This is a question I've wrestled with for years, both in my own projects and also those of my clients (who are often tired and confused themselves with how to organize their content).
Ultimately, I think there are a few key factors:
- How big is your company? Don't emulate Fortune 500 strategies if you're a small agency, it can make you look tone deaf, and frustrate your customers too. More often than not, large corporations are doing things inefficiently, and you shouldn't be copying them per se.
- Passive vs. active support... are you simply providing info, or talking with them?
- Does the information pertain only to your products and services, or could it also be helpful to a wider audience i.e. possibly part of a lead generation or SEO strategy? As an SEO consultant I have seen so many small companies where 50% of their traffic is landing on Zendesk articles, when that could be optimized articles in their WordPress site used to convert new users, etc.
There are lingual concerns too, because some of the way we approach these concepts in the English world are not the same in other languages and cultures.
That said, here's my current conclusion:
- Generally speaking, anytime the word Support is used, most humans are going to expect that some form of active interaction is available whether via online chat, phone, or otherwise. A really great way to piss off your customers is to use this word, but not offer active interaction (bots don't count).
- FAQ is a more traditional and recognizable term, esp. for older generations or users who are not very tech-savvy. For many smaller websites and companies, I prefer using this approach, because having a dozen common questions with answers provides instant relief (and SEO).
- There's also Documentation or Docs, which are usually preferred by software-specific products or high-tech services with lots of detailed technical info.
- I understand the shift toward Knowledge Base approaches in recent years, but the term has always annoyed me. Is there a space? A dash? Should we write the entire word in our URL base, or use the abbreviation "kb" etc? It's kind of a gangly term when it comes to optimization. The ambiguity of the term itself is almost always matched by the ambiguity of content that companies have in it... every company uses the term differently, which often adds to the confusion and frustration of end users. I avoid this term whenever possible, but I think it can work in place of Documentation for certain high-tech or very large companies who simply have too much content to organize. But mixing FAQ, Docs, and Tutorials into a mess of child pages and calling the resulting shit storm a "Knowledge Base" is lazy stuff.
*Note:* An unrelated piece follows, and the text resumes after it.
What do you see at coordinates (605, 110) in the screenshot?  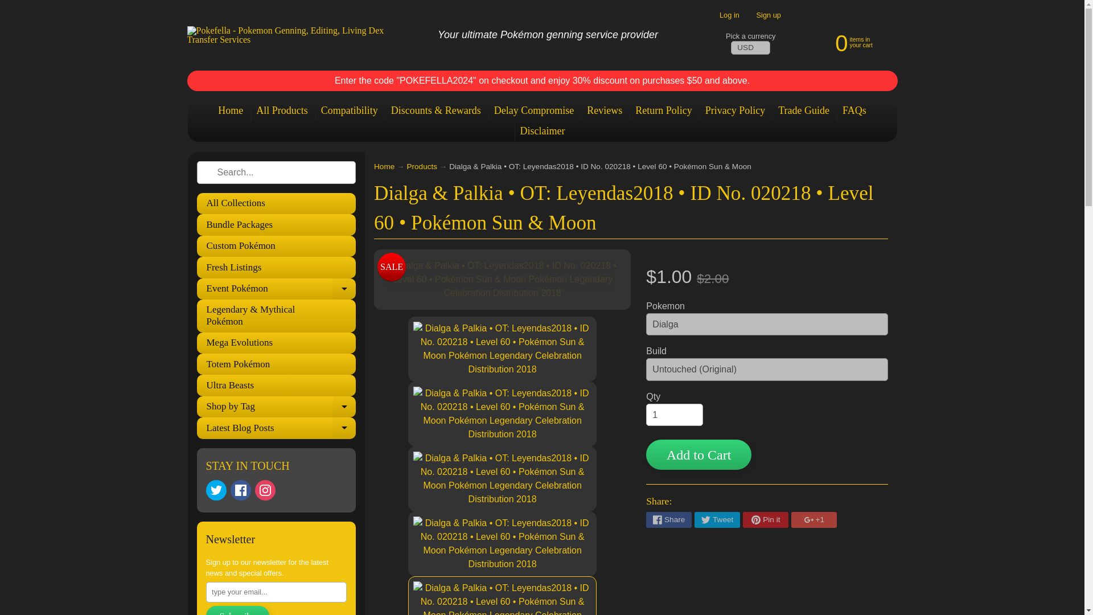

- Perhaps the only term more ambiguous than Knowledge Base is Help Center, which could just as easily be the name of the office at Disneyland where the security guards stay. Whenever possible, being SPECIFIC about the content you have on your site is going to be more helpful to users. Again, the reason large companies have these ambiguous terms is because they have too many teams and too much content, so they have to keep the names of their content portals vague... smaller companies should NOT copy them, and should be more specific whenever possible.
And remember, companies like Zendesk are in the business of taking your content away from you. At first, they offered support email and tickets, and then it was support chat, and now its support "articles" and knowledge bases and FAQ systems that are hosted on their subdomains instead of your own website (stealing your traffic). Their goal is expansion, they don't really care if it makes sense with the tone and structure of your website -- so again, not a good model to emulate. In fact, I would argue that this recent trend in ambiguous content (KBs and Help Centers) really only benefits such third-party companies.
For the vast majority of small and medium sized companies, I think a mix of FAQ, Tutorials, and perhaps Documentation (for tech stuff) makes sense, and Support can be a single page with active options like phone numbers, online chat or support tickets... also a Forum might be useful in some cases. Instead of having separate pages for your Videos, I think it's better to simply include a video in existing FAQ or other articles... it's better for SEO and avoids duplicate content, etc.
TLDR users don't care about buzzwords, and whatever fancy philosophy went into your site structure means nothing to them... they want easy, logical answers to their problems.